Getting Impatient & Fidgety Now

The fascination with Calypso continues.  One woman came in this week and asked what breed she was, and when I said a Bengal she said OMG, you mean you’re allowed to own tigers in Australia?  No, I said, she’s a domestic cat.  But she looks like a little tiger, she said, are you sure?   I promised her I was sure that Calypso is actually a moggy and not a man-eater in the making (although you never know …).  And anyway, she clearly looks like a little leopard rather than a tiger.

She continues to terrorise the entire household, with all of us – humans and bigger moggies – covered in itsy-bitsy kitten-claw-sized scratches and I have yet another kitten-tooth-sized hole in my finger where she tried to accept a cat-lolly from me in the midst of a frenzied play session, and missed the lolly as she dashed past but got my finger.  As Doug says, she is 2kg of Bloody Maniac.

Our good news of the week is that the freight company called and said our shipment is definitely on track for a 6 December arrival into Brisbane.  Hurrah!  This year we should have our new stock well before Christmas. 

But meanwhile we wait.  And get impatient.  And squabble over TV shows.  What is wrong with Inspector Rex, I ask you?  According to Doug the show is just about some stoopid mutt doing improbable things, to the amazement of it’s stoopider human companions, and what’s more it’s in German which is even worse because then you have to concentrate while watching it.  And that just goes to show how little Douglas knows.  Inspector Rex is actually a Wonder Mutt, a Master Mind Mutt, an absolute Paragon of Muttdom.  And if only his handlers knew enough to say Schnell! Befestigen Sie die Eurozonen krise, Jungen (Quick!  Fix the Eurozone crisis, Boy) then the world would be a better place.  That’s how good Inspector Rex is.

By contrast, what a bore is Ice Road Truckers?  This is what I was forced to sit through instead.  And I swear the narrator on that show moonlights as a John Wayne impersonator.  If only he had said Howdy,Pilgrim, I could have been absolutely sure.  But he did mention that the trucks were going to Dead Horse (a classic western name) and he even said at one point that the trucks were locked and loaded (and how is that relevant to anything but guns?).  We’re talking the John Wayne of the cowboy movies, where his slow-but-every-word-correctly-enunciated diction seemed somehow appropriate, not the John Wayne of the Green Berets, where his slow-but-every-word-correctly-enunciated diction was just silly in emergency military situations.  His whole crew would be dead before he could finish warning them.  Plus he was waaay too old to be a Green Beret on field operations in any case.

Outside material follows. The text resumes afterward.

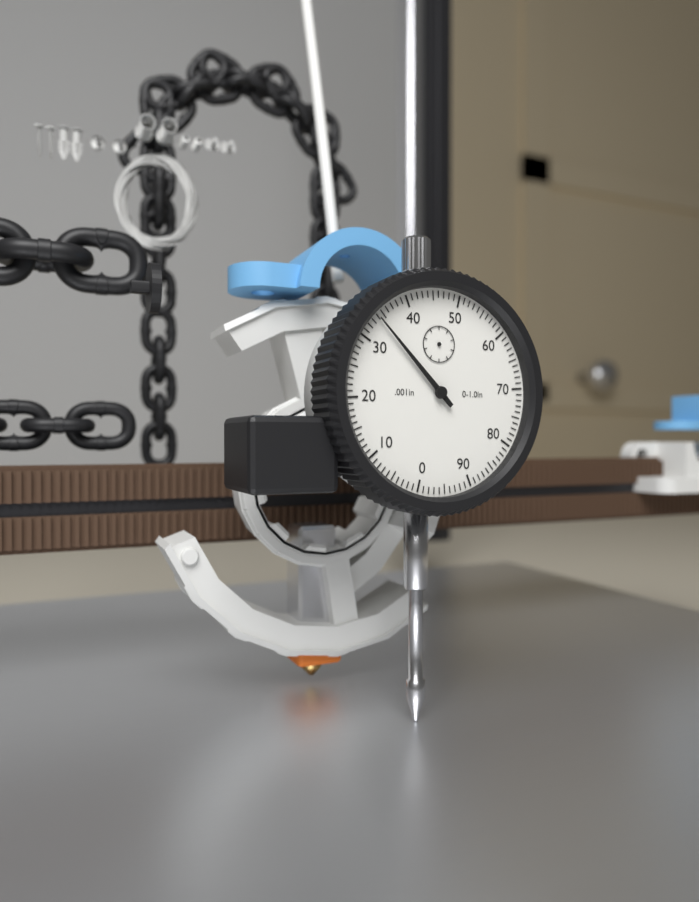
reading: 0.034 in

But I digress.  Yes the Ice Road is indeed made of ice, and I for one would have to be paid an awful lot of money to drive on it.  Bits of this road are just Arctic Ice, with nothing but Arctic Ocean under it.  Personally, I like a bit of dirt under my roads.  But other than that, the show is a big yawn.  The trucks go up the road, the trucks go back down the road.  Except for Virgil (or whatever his name was, but a good cowboy western name would be Virgil).  Virgil was the only entertainment on the show because Virgil, while reaching for an unidentified item on his dashboard, drove his giant truck off the road and into a ditch.  A big icy ditch.  And he wasn’t hurt, so you were free to mock at his poor driving skills.

So then the question became:  What was Virgil reaching for?  This was conveniently skipped over by John Wayne, in his slow-but-every-word-correctly-enunciated diction.  But it was the only thing on the show worth paying attention to.  Why wouldn’t they mention what Virgil was reaching for?  Why the conspiracy of silence?  What could be so terrible/embarrassing/illegal that Virgil invoked his You Can’t Blab clause with the show’s producers?  Now I shall have to die wondering.  And yet, in keeping with the western theme created by the John Wayne impersonator/narrator, I like to think that the true story is that Virgil had already reached for the chewing tobaccy on his dashboard, and crashed off the road when he went to spit it out the window, only to realise that the window was shut because it’s dang cold out there on the Ice Road.  Now that would be stoopid.  You wouldn’t catch Inspector Rex doing anything of the sort.